Not really. You find the phenomenon of children who decode very well but understand almost nothing in only two populations: children with intellectual disabilities and children with very limited English. [yes! I am a "great decoder" in French & Spanish & probably in Italian and German as well. I understand quite a lot of what I read in Spanish (& used to understand a great deal); some of what I read in French; none of what I read in Italian and German. In my case great decoder/poor comprehender = not my native language]
In both groups you occasionally find students who quickly master the alphabetic principle, learn the required correspondences between sounds and symbols, and may even grasp patterns of speech and inflection, but do not know enough language to make sense of what they are reading. They lack the vocabulary, the syntactical sense (pronoun referents, subordinate clauses etc.)
In neither case (IMO) is it a problem that the student can decode well; the teaching challenge is to build the student's language comprehension in a variety of ways.
I often hear teachers say they have students who are "great decoders" and "poor comprehenders." I decided to investigate this phenomenon. I waved some $50 bills at a teachers' meeting and offered $200 to anyone who could find such a student for me who was NOT clearly an ELL case or a student with cognitive challenges.
I asked them to discriminate by using a simple task: take an example of text that the child can readily "decode" but can't "comprehend." Read the text to him or her, and do some oral comprehension items.
If the child can't answer the ORAL comprehension questions, you are not looking at a "reading" problem -- you have a language problem. Maybe vocabulary, maybe background knowledge, maybe receptive language comprehension generally --but not "reading."
On the other hand, if you have a child who understands material read aloud at a high level, but can't READ that text, you (usually) have a decoding problem.
We had a principal who used to tell staff that the school had lots of "great decoders" who were "poor comprehenders." (I think they tell them this stuff at principals' meetings.)
One year we tested the entire middle school (1:1 testing, more accurate). Guess what we found? We had NO students who were "great decoders" but "poor comprehenders," except for a few individuals in the recent immigrant or intellectually disabled group. We had DOZENS -- maybe a hundred -- kids who were poor DECODERS -- in almost every instance, they did not know vowel sounds, vowel digraphs/teams, or how to sound out multisyllable words. EVERY SINGLE KID said that their "strategy" for figuring out an unknown word was to "look at the first letter and guess." Now, where did they get that idea?
Something about DATA, as opposed to perception, changed attitudes. The principal started to encourage teaching decoding skills (without neglecting other important areas). Teachers became more aware of the need to teach kids to sound out words, to learn morphemes, word parts, and strategies for combining and disassembling them.

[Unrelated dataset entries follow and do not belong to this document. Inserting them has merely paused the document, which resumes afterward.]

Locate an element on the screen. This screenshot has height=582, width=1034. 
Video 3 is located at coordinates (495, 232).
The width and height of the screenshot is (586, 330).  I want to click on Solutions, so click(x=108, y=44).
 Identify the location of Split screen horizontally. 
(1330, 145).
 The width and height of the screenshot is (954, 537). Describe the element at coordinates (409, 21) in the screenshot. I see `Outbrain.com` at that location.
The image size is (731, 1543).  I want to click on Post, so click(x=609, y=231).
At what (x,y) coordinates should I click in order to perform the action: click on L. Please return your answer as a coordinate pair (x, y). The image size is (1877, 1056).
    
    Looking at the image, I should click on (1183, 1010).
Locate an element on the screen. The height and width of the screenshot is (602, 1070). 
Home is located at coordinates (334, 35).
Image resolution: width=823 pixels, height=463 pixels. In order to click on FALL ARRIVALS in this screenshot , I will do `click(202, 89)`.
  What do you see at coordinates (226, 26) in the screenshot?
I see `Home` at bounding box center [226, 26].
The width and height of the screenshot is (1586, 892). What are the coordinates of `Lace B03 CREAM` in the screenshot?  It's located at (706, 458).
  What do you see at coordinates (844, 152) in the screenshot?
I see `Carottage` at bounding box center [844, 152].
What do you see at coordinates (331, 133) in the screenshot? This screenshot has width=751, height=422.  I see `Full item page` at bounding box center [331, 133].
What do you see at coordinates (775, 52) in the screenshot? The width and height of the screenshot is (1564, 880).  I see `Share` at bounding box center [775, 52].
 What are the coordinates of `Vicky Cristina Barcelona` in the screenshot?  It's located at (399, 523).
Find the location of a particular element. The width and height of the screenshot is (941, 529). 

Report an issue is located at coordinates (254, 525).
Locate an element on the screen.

Now when we find kids who decode adequately, but are poor comprehenders, we usually see issues of rate and fluency. Children in eighth grade reading sixty words per minute can't keep up (Heck, sixty wpm won't cut it in FOURTH grade). So we work on that.
Stanovich somewhere put out a call in The Reading Teacher for data on students who were "great decoders" who could not understand what they read, and he got no useful case studies. Most students whom teachers refer to as "great decoders" are actually nothing of the kind -- if you measure what they do, they often lack critical decoding skills and read relatively slowly, so that the meaning of complex text gets lost in the effort required.